Ravel: Ma mère l’oye (Mother Goose Suite) for piano four hands
Adams: Roll over Beethoven
Chopin: Rondo in C major for Two Pianos
Lutoslawski: Variations on a Theme by Paganini
So what do you do when, after a cold, wet and generally dreary Saturday you are facing a cold, wet and generally dreary Sunday? Well, you go to a concert, of course. So yesterday I found myself in the Walter Reed Theater at 11 AM for one of those Sunday Morning Coffee concerts, which are intermission-free, one-hour concerts organized as part of the Lincoln Center’s Great Performers series. On top of it, since those events are about socializing as well as music, coffee is offered before and after the performance, and the performers typically come and mingle once their mission has been accomplished.
Yesterday morning, the power piano duo formed by eerily identical twin sisters Christina and Michelle Naughton was there with an ambitious program that included Maurice Ravel, John Adams, Frederic Chopin and Witold Lutoslawski. Even more exciting, I unexpectedly bumped into my friend Paula, who was busy splurging on macchiato and chatting up some tourists from the West Coast. And suddenly the world was not such a dreary place anymore.
The concert started with Maurice Ravel and excerpts from his famous Ma mère l’oye suite. Inspired by folk tales and the possibilities they offered in terms of musical creation, Ravel put some of the highlights of those stories to music to stimulate children’s instinctively fertile imagination and managed to enchant audiences of all ages in the process. The two lovely young ladies sat side by side at the same keyboard for that one, and readily started making beautiful music in impressive unison, transporting us all to colorful fantasylands full of strange creatures and exotic sounds.
I was very much looking forward to Adams’ Roll over Beethoven, which the Naughtons premiered in New York City’s Greene Space. Taking as starting points elements from Beethoven’s œuvre ─ a thematic fragment from the Scherzo of his piano sonata in A-flat major, Op. 110, the melody from the opening of Op. 110 and a fragment from the “Diabelli” Variations ─ Adams did his own thing. Turned out that the piece is seriously complex, but a lot of fun too, a cool duality that the pianists, facing each other at their own piano now, conveyed with plenty of enthusiasm and flair. It did not immediately sweep me away like some of my all-time Adams favorites such as Shaker Loops or Harmonielehre did, but I still found this wild Beethovian ride very enjoyable.
Chopin being Chopin, the appearance of his name on a piano-centric program was no surprise. Although it was never published during the composer’s lifetime, his Rondo in C major for Two Pianos is a lively, unabashedly Romantic, carefree little romp that kept the mood in the theater buoyant and elevated.
The Lutoslawski’s Variations on a Theme by Paganini were a brief and thrilling exercise, complete with myriads of virtuosic sparks flying everywhere. Sometimes it is the shortest piece that makes the biggest impact, and while all works on the program had been a joy to listen to, this scintillating little gem may have gotten the loudest ovation.
It had been a terrific performance, and we made sure to let the duo know our appreciation of it. They eventually came back, on the same side of a piano this time, for the Allegro molto of Mozart’s Sonata for Piano Four Hands in D major, another delightful miniature bursting with inventiveness and joie de vivre, which concluded this wonderful hour on a much needed positive note, before we eventually all headed back out in the rain.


§ EXERCISE DETAILS
Return the records below in full. Keep every word exact and skip the images.

§ DATA SHOWN
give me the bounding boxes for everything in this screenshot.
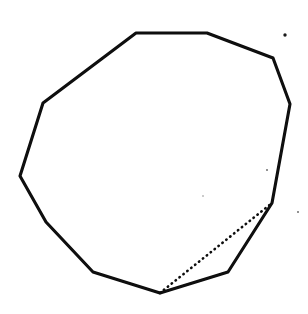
speck-icon [297,211,299,213]
polygon-drawing [0,0,308,314]
figure-canvas [0,0,308,314]
speck-icon [283,33,286,36]
speck-icon [202,195,204,197]
speck-icon [266,169,268,171]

§ PROBLEM SOLUTION
give me the bounding boxes for everything in this screenshot.
speck-icon [297,211,299,213]
polygon-drawing [0,0,308,314]
figure-canvas [0,0,308,314]
speck-icon [283,33,286,36]
speck-icon [202,195,204,197]
speck-icon [266,169,268,171]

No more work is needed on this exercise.